There’s no point in responding. Charissa hardly knows anything about my past nor do I feel close enough to her to explain why I will end up alone, at least when it comes to having any kind of a relationship with the opposite sex. If she did know everything about my past, the truth about Conner, how my father abandoned me, she wouldn’t be trying to convince me that all guys aren’t bad—she’d be trying to convince herself. Besides, I decided that day, when by some miracle I got another chance at life, that I was going to do better this time. That I had to. Not just for Mason and myself, but because I felt there was a reason why I came back. Saw something waiting for me in the darkness of the stars.
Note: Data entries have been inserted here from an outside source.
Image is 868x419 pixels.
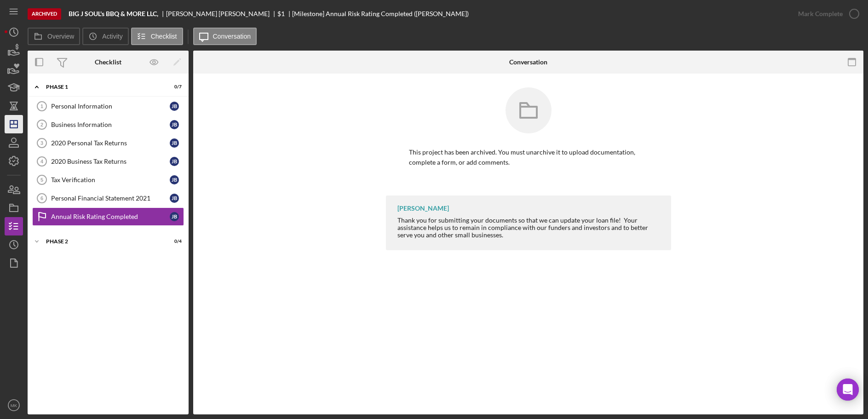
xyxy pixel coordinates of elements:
[170,212,179,221] div: J B
[82,27,129,45] button: Activity
[409,148,648,168] p: This project has been archived. You must unarchive it to upload documentation, complete a form, o...
[170,157,179,166] div: J B
[10,403,17,409] text: MK
[277,10,284,17] span: $1
[165,239,182,244] div: 0 / 4
[32,189,184,208] a: 6Personal Financial Statement 2021JB
[32,115,184,134] a: 2Business InformationJB
[51,121,170,129] div: Business Information
[41,122,43,127] tspan: 2
[32,171,184,189] a: 5Tax VerificationJB
[213,33,251,40] label: Conversation
[131,27,183,45] button: Checklist
[398,205,449,212] div: [PERSON_NAME]
[5,397,23,415] button: MK
[292,10,468,17] div: [Milestone] Annual Risk Rating Completed ([PERSON_NAME])
[41,141,43,146] tspan: 3
[51,103,170,110] div: Personal Information
[51,158,170,165] div: 2020 Business Tax Returns
[165,84,182,90] div: 0 / 7
[32,152,184,171] a: 42020 Business Tax ReturnsJB
[509,59,547,66] div: Conversation
[41,196,43,201] tspan: 6
[170,120,179,129] div: J B
[170,194,179,203] div: J B
[788,5,863,23] button: Mark Complete
[46,239,159,244] div: Phase 2
[46,84,159,90] div: Phase 1
[51,194,170,202] div: Personal Financial Statement 2021
[41,104,43,109] tspan: 1
[95,59,122,66] div: Checklist
[837,379,858,401] div: Open Intercom Messenger
[170,139,179,148] div: J B
[48,33,74,40] label: Overview
[51,139,170,147] div: 2020 Personal Tax Returns
[68,10,158,17] b: BIG J SOUL's BBQ & MORE LLC,
[32,134,184,152] a: 32020 Personal Tax ReturnsJB
[170,176,179,185] div: J B
[32,208,184,226] a: Annual Risk Rating CompletedJB
[166,10,277,17] div: [PERSON_NAME] [PERSON_NAME]
[51,176,170,184] div: Tax Verification
[170,101,179,111] div: J B
[102,33,122,40] label: Activity
[41,159,44,164] tspan: 4
[32,97,184,115] a: 1Personal InformationJB
[151,33,177,40] label: Checklist
[27,27,80,45] button: Overview
[798,5,842,23] div: Mark Complete
[41,177,43,183] tspan: 5
[398,217,662,239] div: Thank you for submitting your documents so that we can update your loan file! Your assistance hel...
[51,213,170,220] div: Annual Risk Rating Completed
[193,27,257,45] button: Conversation
[27,8,62,20] div: Archived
“You know what you need to do?” Charissa leans in and lowers her voice as she peeks over at a group of guys near us. “You need to get laid and I’m betting one of them could help with that.”
“No, I don’t.” Yeah, my vagina hasn’t been used in so long it’s probably dusty, but sex isn’t a priority—can’t be.
I know arguing with Charissa is useless, though. She is twenty-three, works part time at the same bar as me called The Vibe, and it’s her only job other than going to school. That’s about it for her responsibilities and I’m happy for her. Envy her even. But it makes explaining my life problems to her complicated.
“Oh, come on, Avery, you can’t shut every guy out,” she says. “For all you know, one of them could be the one.”
“No, they can’t.”
She shakes her head disappointedly. “Look, just relax, okay? If you’re still not feeling it by midnight, you can lea
ve and I won’t utter a word.” She glances over at the tallest of the frat guys. His hair is combed, his face freshly shaven, his jeans and button shirt obviously clean. He’s clearly checking me out, yet I feel zero attraction to him.
“I have a feeling you’re going to want to stay all night,” Charissa muses with assurance.
“Doubtful.” But I decide to tolerate Charissa and attempt to be cheery Avery tonight, despite my exhaustion and worry. “I’ll stay for one hour.” I check the time. Only fifty-eight more minutes to go.